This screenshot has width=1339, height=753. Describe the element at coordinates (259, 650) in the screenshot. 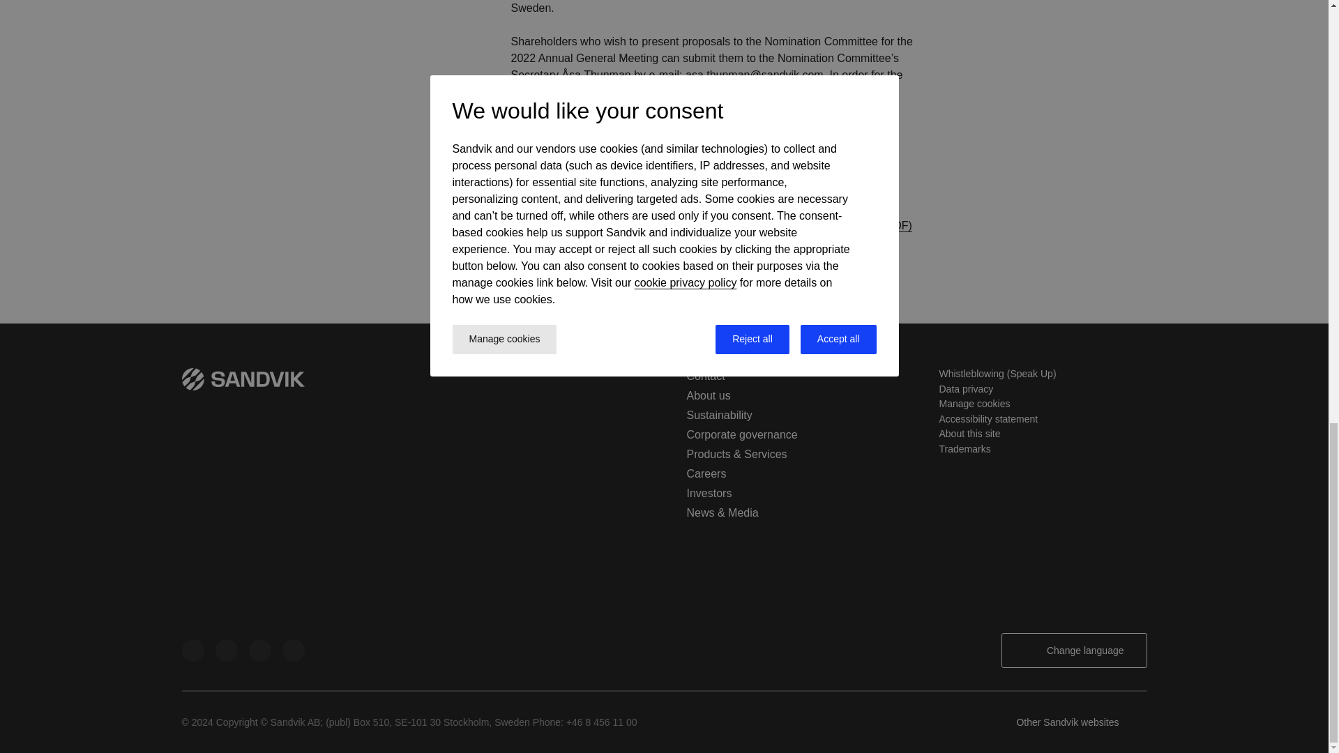

I see `Youtube` at that location.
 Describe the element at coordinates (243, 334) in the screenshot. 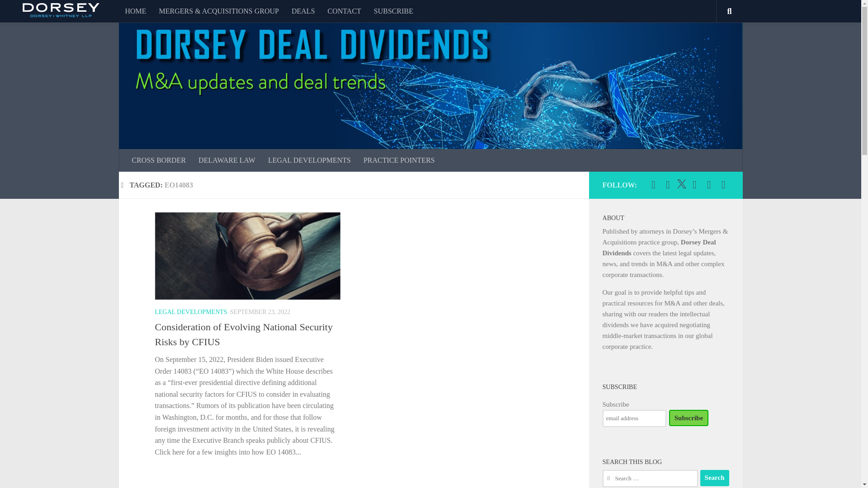

I see `Consideration of Evolving National Security Risks by CFIUS` at that location.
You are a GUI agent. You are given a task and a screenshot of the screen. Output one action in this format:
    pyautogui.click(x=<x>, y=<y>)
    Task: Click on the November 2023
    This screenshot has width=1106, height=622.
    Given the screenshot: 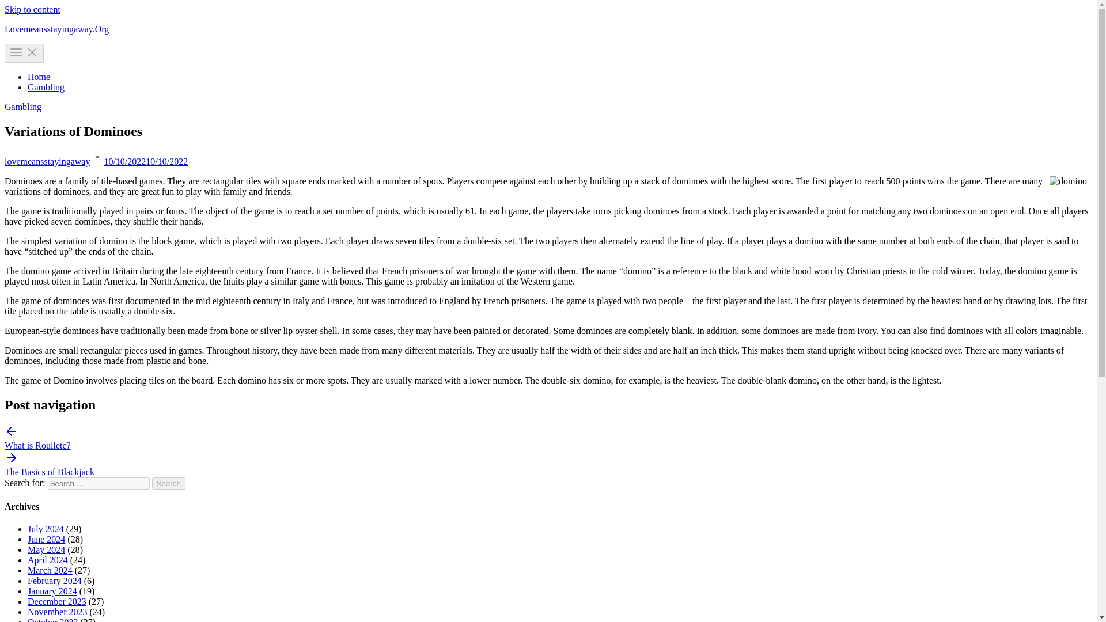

+ + + +

→ **ACTION ITEM**
In the copy, include all records verbatim but no images.

→ **WRITTEN RESPONSE**
This screenshot has width=1339, height=753. Describe the element at coordinates (259, 650) in the screenshot. 

I see `Youtube` at that location.
 Describe the element at coordinates (243, 334) in the screenshot. 

I see `Consideration of Evolving National Security Risks by CFIUS` at that location.
You are a GUI agent. You are given a task and a screenshot of the screen. Output one action in this format:
    pyautogui.click(x=<x>, y=<y>)
    Task: Click on the November 2023
    This screenshot has width=1106, height=622.
    Given the screenshot: 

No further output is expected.